The other day I had the opportunity to speak to Maggie Oliver and other Greater Manchester police officers as part of the all-party parliamentary group for whistleblowing, chaired by my hon. Friend the Member for Cheadle (Mary Robinson). Maggie Oliver rightly pointed out, when I talked about historical child abuse, that these crimes are actually still ongoing and are very often unseen, and that is why this new strategy is so important.

Rightly, the first objective of the strategy is to tackle the abuse and bring offenders to justice. I cannot stress enough how important that is. Justice has to be seen to be done. The people who commit these wicked acts and rob young people of their childhoods should be removed from decent society—including those who would seek to abuse the courts and try to frustrate deportation orders and other sanctions used to protect the victims.

As well as robust intelligence sharing and wider improvements to the criminal justice system such as an additional 20,000 police officers, 10,000 prison places and an extra £85 million for the Crown Prosecution Service, we need to send a clear signal that the law is there to protect the innocent and punish the guilty. I welcome the national vulnerability action plan and place-based strategies that respond to threats within communities, such as child sexual exploitation, by making use of a range of data and local stakeholders. Powerlessness has been the sad thread running through all our work on this. Any measure that gives a voice to those communities and individuals dealing with this on a day-to-day basis has to be welcome.

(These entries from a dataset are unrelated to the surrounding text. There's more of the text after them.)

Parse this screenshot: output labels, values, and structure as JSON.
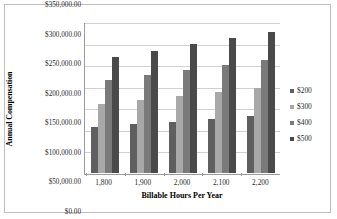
{
  "chart_data": {
    "type": "bar",
    "title": "",
    "subtitle": "",
    "xlabel": "Billable Hours Per Year",
    "ylabel": "Annual Compensation",
    "categories": [
      "1,800",
      "1,900",
      "2,000",
      "2,100",
      "2,200"
    ],
    "series": [
      {
        "name": "$200",
        "color": "#5f5f5f",
        "values": [
          108000,
          114000,
          120000,
          126000,
          132000
        ]
      },
      {
        "name": "$300",
        "color": "#a8a8a8",
        "values": [
          162000,
          171000,
          180000,
          189000,
          198000
        ]
      },
      {
        "name": "$400",
        "color": "#7a7a7a",
        "values": [
          216000,
          228000,
          240000,
          252000,
          264000
        ]
      },
      {
        "name": "$500",
        "color": "#4a4a4a",
        "values": [
          270000,
          285000,
          300000,
          315000,
          330000
        ]
      }
    ],
    "ylim": [
      0,
      350000
    ],
    "ytick_values": [
      0,
      50000,
      100000,
      150000,
      200000,
      250000,
      300000,
      350000
    ],
    "ytick_labels": [
      "$0.00",
      "$50,000.00",
      "$100,000.00",
      "$150,000.00",
      "$200,000.00",
      "$250,000.00",
      "$300,000.00",
      "$350,000.00"
    ],
    "grid": true,
    "grid_axis": "y",
    "legend_position": "right",
    "legend_entries": [
      "$200",
      "$300",
      "$400",
      "$500"
    ],
    "plot_background": "#ffffff",
    "grid_color": "#d2d2d2",
    "axis_color": "#9a9a9a",
    "border_color": "#bfbfbf"
  }
}
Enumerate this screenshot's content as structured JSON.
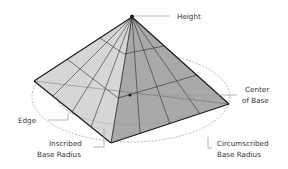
{
  "diagram": {
    "type": "labeled-geometry",
    "labels": {
      "height": "Height",
      "center_line1": "Center",
      "center_line2": "of Base",
      "edge": "Edge",
      "inscribed_line1": "Inscribed",
      "inscribed_line2": "Base Radius",
      "circumscribed_line1": "Circumscribed",
      "circumscribed_line2": "Base Radius"
    },
    "colors": {
      "left_face": "#d6d6d6",
      "right_face": "#a9a9a9",
      "edge_stroke": "#1a1a1a",
      "grid_stroke": "#2b2b2b",
      "circle_stroke": "#8a8a8a",
      "leader_stroke": "#9a9a9a",
      "label_text": "#333333"
    }
  }
}
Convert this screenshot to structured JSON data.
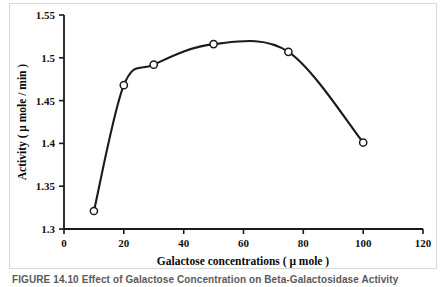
{
  "figure": {
    "caption": "FIGURE 14.10   Effect of Galactose Concentration on Beta-Galactosidase Activity"
  },
  "chart_data": {
    "type": "line",
    "title": "",
    "subtitle": "",
    "xlabel": "Galactose concentrations ( μ mole )",
    "ylabel": "Activity ( μ mole / min )",
    "xlim": [
      0,
      120
    ],
    "ylim": [
      1.3,
      1.55
    ],
    "xticks": [
      0,
      20,
      40,
      60,
      80,
      100,
      120
    ],
    "yticks": [
      1.3,
      1.35,
      1.4,
      1.45,
      1.5,
      1.55
    ],
    "xtick_labels": [
      "0",
      "20",
      "40",
      "60",
      "80",
      "100",
      "120"
    ],
    "ytick_labels": [
      "1.3",
      "1.35",
      "1.4",
      "1.45",
      "1.5",
      "1.55"
    ],
    "grid": false,
    "legend": false,
    "legend_position": "none",
    "marker": "open-circle",
    "line_color": "#1a1a1a",
    "marker_color": "#1a1a1a",
    "x": [
      10,
      20,
      30,
      50,
      75,
      100
    ],
    "values": [
      1.321,
      1.468,
      1.492,
      1.516,
      1.507,
      1.401
    ],
    "series": [
      {
        "name": "Activity",
        "x": [
          10,
          20,
          30,
          50,
          75,
          100
        ],
        "values": [
          1.321,
          1.468,
          1.492,
          1.516,
          1.507,
          1.401
        ]
      }
    ]
  }
}
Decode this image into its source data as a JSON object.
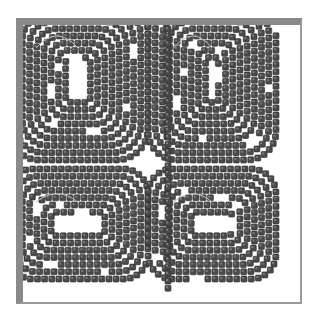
{
  "image": {
    "description": "Scanned artwork of dark grey square beads arranged in four interlocking spiral panels inside a grey frame",
    "frame": {
      "x": 16,
      "y": 18,
      "width": 286,
      "height": 286,
      "thick_border_color": "#8a8a8a",
      "thin_border_color": "#9a9a9a"
    },
    "bead": {
      "size": 6,
      "pitch": 7.2,
      "color": "#4a4a4a",
      "highlight": "#7a7a7a",
      "shadow": "#2a2a2a"
    },
    "background": "#ffffff",
    "panels": [
      {
        "name": "top-left",
        "cx": 78,
        "cy": 80,
        "w": 140,
        "h": 160,
        "rings": 9
      },
      {
        "name": "top-right",
        "cx": 212,
        "cy": 80,
        "w": 128,
        "h": 160,
        "rings": 9
      },
      {
        "name": "bottom-left",
        "cx": 78,
        "cy": 224,
        "w": 140,
        "h": 110,
        "rings": 7
      },
      {
        "name": "bottom-right",
        "cx": 212,
        "cy": 224,
        "w": 128,
        "h": 110,
        "rings": 7
      }
    ]
  }
}
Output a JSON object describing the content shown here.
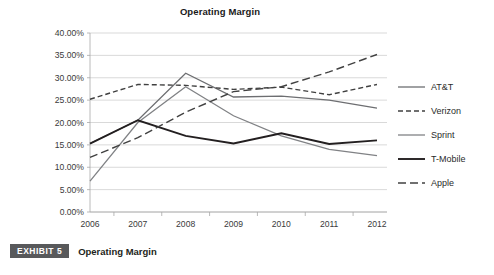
{
  "figure": {
    "title": "Operating Margin"
  },
  "caption": {
    "exhibit_label": "EXHIBIT 5",
    "text": "Operating Margin"
  },
  "colors": {
    "background": "#ffffff",
    "gridline": "#c9c9c9",
    "axis": "#a8a8a8",
    "text": "#231f20",
    "badge_background": "#58595b",
    "badge_text": "#ffffff",
    "att": "#6d6e71",
    "verizon": "#404040",
    "sprint": "#808285",
    "tmobile": "#231f20",
    "apple": "#414141"
  },
  "chart_data": {
    "type": "line",
    "title": "Operating Margin",
    "xlabel": "",
    "ylabel": "",
    "x": [
      "2006",
      "2007",
      "2008",
      "2009",
      "2010",
      "2011",
      "2012"
    ],
    "categories": [
      "2006",
      "2007",
      "2008",
      "2009",
      "2010",
      "2011",
      "2012"
    ],
    "ytick_labels": [
      "0.00%",
      "5.00%",
      "10.00%",
      "15.00%",
      "20.00%",
      "25.00%",
      "30.00%",
      "35.00%",
      "40.00%"
    ],
    "ytick_values": [
      0,
      5,
      10,
      15,
      20,
      25,
      30,
      35,
      40
    ],
    "ylim": [
      0,
      40
    ],
    "grid": true,
    "legend_position": "right",
    "series": [
      {
        "name": "AT&T",
        "style": "solid",
        "width": 1.3,
        "color": "#6d6e71",
        "values": [
          15.3,
          20.5,
          31.0,
          25.7,
          25.9,
          25.0,
          23.2
        ]
      },
      {
        "name": "Verizon",
        "style": "dashed-short",
        "width": 1.4,
        "color": "#404040",
        "values": [
          25.2,
          28.5,
          28.3,
          27.4,
          27.9,
          26.2,
          28.5
        ]
      },
      {
        "name": "Sprint",
        "style": "solid",
        "width": 1.3,
        "color": "#808285",
        "values": [
          6.9,
          20.0,
          28.0,
          21.5,
          17.0,
          14.0,
          12.6
        ]
      },
      {
        "name": "T-Mobile",
        "style": "solid-bold",
        "width": 1.9,
        "color": "#231f20",
        "values": [
          15.3,
          20.5,
          17.0,
          15.3,
          17.6,
          15.2,
          16.0
        ]
      },
      {
        "name": "Apple",
        "style": "dashed-long",
        "width": 1.4,
        "color": "#414141",
        "values": [
          12.2,
          16.6,
          22.3,
          26.9,
          28.0,
          31.3,
          35.2
        ]
      }
    ]
  },
  "legend": {
    "items": [
      {
        "label": "AT&T"
      },
      {
        "label": "Verizon"
      },
      {
        "label": "Sprint"
      },
      {
        "label": "T-Mobile"
      },
      {
        "label": "Apple"
      }
    ]
  }
}
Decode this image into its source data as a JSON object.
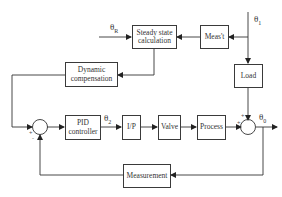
{
  "diagram": {
    "type": "block-diagram",
    "blocks": {
      "steady_state": "Steady state calculation",
      "steady_state_l1": "Steady state",
      "steady_state_l2": "calculation",
      "meast": "Meas't",
      "load": "Load",
      "dynamic_l1": "Dynamic",
      "dynamic_l2": "compensation",
      "pid_l1": "PID",
      "pid_l2": "controller",
      "ip": "I/P",
      "valve": "Valve",
      "process": "Process",
      "measurement": "Measurement"
    },
    "signals": {
      "theta_r": "θ",
      "theta_r_sub": "R",
      "theta_1": "θ",
      "theta_1_sub": "1",
      "theta_2": "θ",
      "theta_2_sub": "2",
      "theta_0": "θ",
      "theta_0_sub": "0"
    },
    "summing_junctions": [
      {
        "id": "sum1",
        "signs": [
          "+",
          "-"
        ]
      },
      {
        "id": "sum2",
        "signs": [
          "+",
          "+"
        ]
      }
    ],
    "colors": {
      "line": "#333333",
      "background": "#ffffff"
    }
  }
}
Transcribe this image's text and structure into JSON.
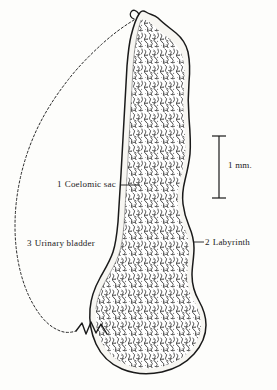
{
  "figure": {
    "kind": "anatomical-line-drawing",
    "background_color": "#fdfdfb",
    "ink_color": "#1a1a1a"
  },
  "labels": [
    {
      "id": "coelomic-sac",
      "number": "1",
      "text": "Coelomic sac",
      "leader": "horizontal-dash-right"
    },
    {
      "id": "urinary-bladder",
      "number": "3",
      "text": "Urinary bladder",
      "leader": "none"
    },
    {
      "id": "labyrinth",
      "number": "2",
      "text": "Labyrinth",
      "leader": "short-dash-left"
    }
  ],
  "scale_bar": {
    "id": "scale-bar",
    "text": "1 mm.",
    "orientation": "vertical",
    "cap_style": "serif-ends"
  },
  "regions": {
    "labyrinth": {
      "fill": "vermiculate-stipple",
      "outline": "solid"
    },
    "coelomic_sac": {
      "fill": "blank-margin",
      "outline": "solid"
    },
    "urinary_bladder": {
      "fill": "none",
      "outline": "dashed"
    },
    "duct": {
      "outline": "solid-zigzag"
    }
  }
}
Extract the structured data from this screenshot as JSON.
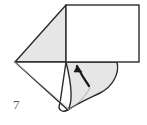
{
  "figure": {
    "kind": "origami-fold-diagram",
    "step_number": "7",
    "width": 147,
    "height": 125,
    "background_color": "#ffffff",
    "ink_color": "#2b2b2b",
    "shaded_face_color": "#e6e6e6",
    "white_face_color": "#ffffff",
    "soft_edge_color": "#a9a9a9",
    "arrow_color": "#1a1a1a"
  },
  "shapes": {
    "shaded_triangle": {
      "name": "shaded-left-triangle",
      "fill": "#e6e6e6",
      "stroke": "#2b2b2b",
      "stroke_width": 1.4,
      "points": "66,5 66,62 15,62"
    },
    "white_rectangle": {
      "name": "white-rectangle-panel",
      "fill": "#ffffff",
      "stroke": "#2b2b2b",
      "stroke_width": 1.4,
      "x": 66,
      "y": 5,
      "width": 73,
      "height": 57
    },
    "lower_left_fold": {
      "name": "lower-left-white-flap",
      "fill": "#ffffff",
      "stroke": "#2b2b2b",
      "stroke_width": 1.4,
      "path": "M15,62 L68,110 C62,113 57,110 60,103 L66,62 Z"
    },
    "lower_right_flap": {
      "name": "lower-right-shaded-flap",
      "fill": "#e6e6e6",
      "stroke": "#2b2b2b",
      "stroke_width": 1.4,
      "path": "M66,62 L117,62 C120,74 112,87 100,93 C90,98 78,103 68,110 C74,100 70,78 66,62 Z"
    },
    "soft_crease": {
      "name": "soft-crease-line",
      "stroke": "#b4b4b4",
      "stroke_width": 0.8,
      "path": "M15,62 L69,109"
    },
    "flap_inner_curve": {
      "name": "flap-inner-curve",
      "stroke": "#8c8c8c",
      "stroke_width": 0.8,
      "path": "M68,110 C76,106 84,98 90,88"
    },
    "fold_arrow": {
      "name": "curved-fold-arrow",
      "fill": "#1a1a1a",
      "stroke": "#1a1a1a",
      "stroke_width": 1.2,
      "path": "M89,86 C84,79 80,72 77,66",
      "head_points": "77,66 82,72 74,72"
    }
  },
  "labels": {
    "step": "7"
  }
}
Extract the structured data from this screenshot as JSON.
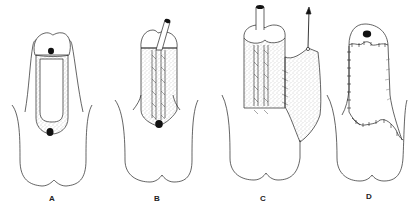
{
  "figure": {
    "panels": [
      {
        "id": "A",
        "label": "A",
        "label_x": 52,
        "label_y": 194
      },
      {
        "id": "B",
        "label": "B",
        "label_x": 157,
        "label_y": 194
      },
      {
        "id": "C",
        "label": "C",
        "label_x": 263,
        "label_y": 194
      },
      {
        "id": "D",
        "label": "D",
        "label_x": 369,
        "label_y": 192
      }
    ],
    "colors": {
      "line": "#222222",
      "stipple": "#9a9a9a",
      "fill_dark": "#111111",
      "background": "#ffffff"
    }
  }
}
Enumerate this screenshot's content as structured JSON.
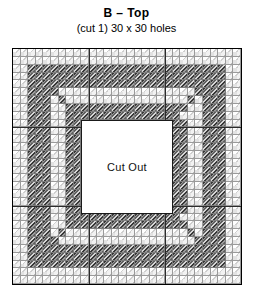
{
  "header": {
    "title": "B – Top",
    "subtitle": "(cut 1) 30 x 30 holes"
  },
  "cutout": {
    "label": "Cut Out"
  },
  "colors": {
    "background": "#ffffff",
    "grid_line": "#9a9a9a",
    "frame_border": "#000000",
    "hatch_dark": "#4a4a4a",
    "hatch_light": "#d6d6d6",
    "canvas_light": "#f2f2f2",
    "text": "#000000",
    "divider": "#2b2b2b"
  },
  "chart_data": {
    "type": "heatmap",
    "title": "B – Top",
    "subtitle": "(cut 1) 30 x 30 holes",
    "xlabel": "",
    "ylabel": "",
    "grid": true,
    "legend": "none",
    "columns": 30,
    "rows": 30,
    "cell_values": {
      "light": "plain canvas hole",
      "dark": "stitched / diagonal hatch",
      "cut": "cut out opening"
    },
    "cutout_region": {
      "col_start": 9,
      "col_end": 20,
      "row_start": 9,
      "row_end": 20
    },
    "band": {
      "inset_cells": 2,
      "thickness_cells": 3,
      "description": "dark diagonal-hatched square frame band inset 2 cells from outer edge, 3 cells thick, with diagonal corner accents running inward"
    },
    "sector_dividers": {
      "every_holes": 10,
      "columns": [
        10,
        20
      ],
      "rows": [
        10,
        20
      ]
    },
    "matrix": [
      "000000000000000000000000000000",
      "000000000000000000000000000000",
      "001111111111111111111111111100",
      "001111111111111111111111111100",
      "001111111111111111111111111100",
      "001110000000000000000000011100",
      "001110000000000000000000011100",
      "001110011111111111111100011100",
      "001110011111111111111100011100",
      "001110011222222222222110011100",
      "001110011222222222222110011100",
      "001110011222222222222110011100",
      "001110011222222222222110011100",
      "001110011222222222222110011100",
      "001110011222222222222110011100",
      "001110011222222222222110011100",
      "001110011222222222222110011100",
      "001110011222222222222110011100",
      "001110011222222222222110011100",
      "001110011222222222222110011100",
      "001110011222222222222110011100",
      "001110011111111111111100011100",
      "001110011111111111111100011100",
      "001110000000000000000000011100",
      "001110000000000000000000011100",
      "001111111111111111111111111100",
      "001111111111111111111111111100",
      "001111111111111111111111111100",
      "000000000000000000000000000000",
      "000000000000000000000000000000"
    ],
    "matrix_legend": {
      "0": "light",
      "1": "dark",
      "2": "cutout"
    }
  }
}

I also put on the record my support for the Home Office’s commitment to educate children and young people about healthy relationships in the digital world, through the roll-out of the relationship, sex and health education and media literacy strategy, along with targeted support that protects children and young people from offenders seeking to exploit their vulnerabilities.

When I think of the victims in my own constituency whose story was so powerfully portrayed in the drama “Three Girls” and the documentary “The Betrayed Girls”, it is not hard to see how the system that should have shielded them from harm let them down so very badly. It took the courage of a few individuals to stand up for those whose voices the system chose not to hear. But not every victim has a Sara Rowbotham or a Maggie Oliver willing to put their own livelihood and reputation on the line just to see justice done. We must make sure that the system itself is reformed.

In the Westminster Hall debate on Operation Augusta part 1, we heard the ways in which power was shirked and responsibility ignored while those in power worked to protect themselves in the face of unspeakable abuse. Although part 2 of Operation Augusta, focusing on Rochdale, has not yet been released, I fear that we already have a strong sense of what it will tell us.

That one child has been abused physically, emotionally or sexually should be a cause for sorrow and anger in equal measure; that these awful crimes should have been permitted on a near-industrial scale, aided and abetted by the practised disinterest of the authorities, should cause horror and serious reflection. I thank those who have dedicated so much of themselves and their time to tackling this hateful behaviour and I stand with them, fully committed to doing whatever it takes to give justice to those so very badly let down.